Home Depot in Rapid Deployment Mode

By George Anderson

Home Depot is continuing to roll out rapid deployment centers
(RDCs), large distribution centers positioned around the country, to help it
get products to stores more efficiently. In the process, Home Depot has been
able to reduce inventory on-hand at stores and improve turns.

Mark Holifield,
senior vice president of Home Depot’s supply chain, told attendees of the Janney
Capital Markets conference last week, "In Q1 we reported
increasing turns, and this is something we expect of ourselves going forward,
to continue to improve inventory turns."

According to a Dow Jones Newswires report, Home Depot has $11 billion invested in inventory.

Turns at the chain
improved for the first time since 2000, as the home improvement retailer began
opening RDCs last year.

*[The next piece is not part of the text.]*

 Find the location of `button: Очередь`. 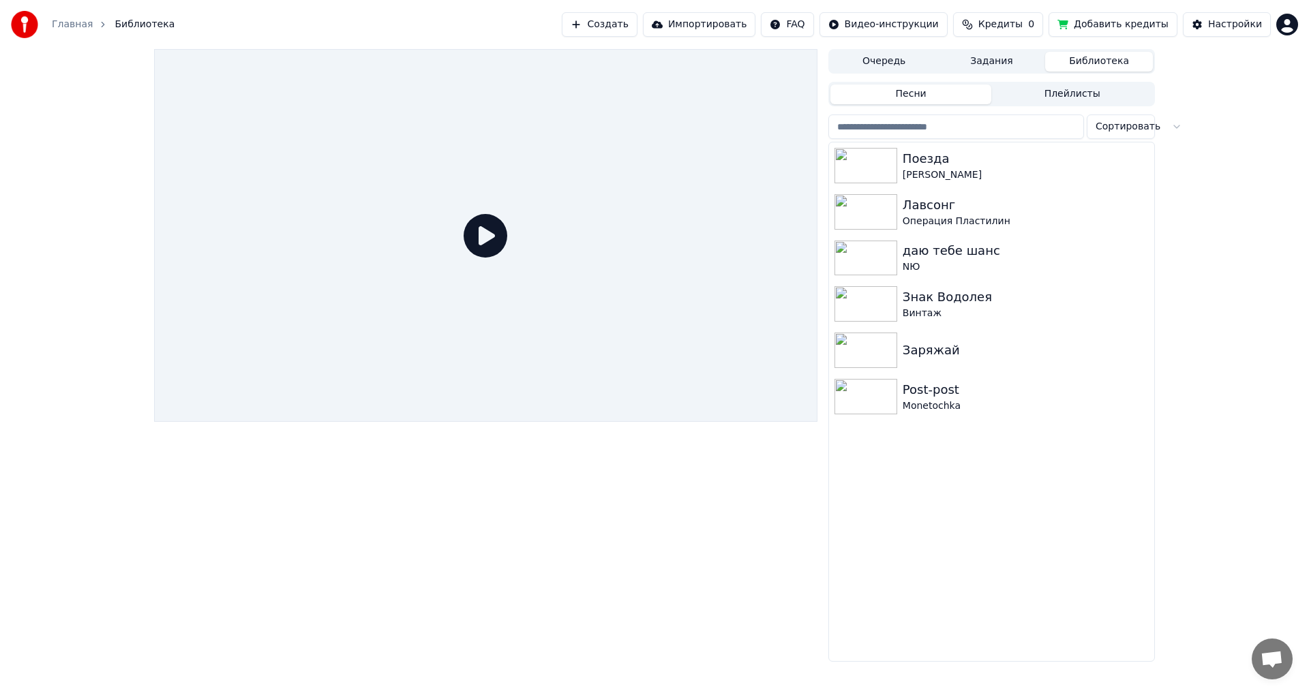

In all, Home Depot added 5.2 million square feet of
new distribution space in 2009, according to a report on the National
Real Estate Investor
website. Beyond adding space, Home Depot has improved
procedures and invested in technology at RDCs to respond more quickly to the
needs of stores than with typical distribution centers. Currently about 70
percent of the chain’s stores are served by RDCs with the plan to have all
locations receiving deliveries by year’s end.

More effectively managing the
supply chain is critical to Home Depot’s success, according to Mr. Holifield. "We’re
a project-oriented retailer, and if you don’t have that one item in stock,
the customer might take the whole project down the street," he said.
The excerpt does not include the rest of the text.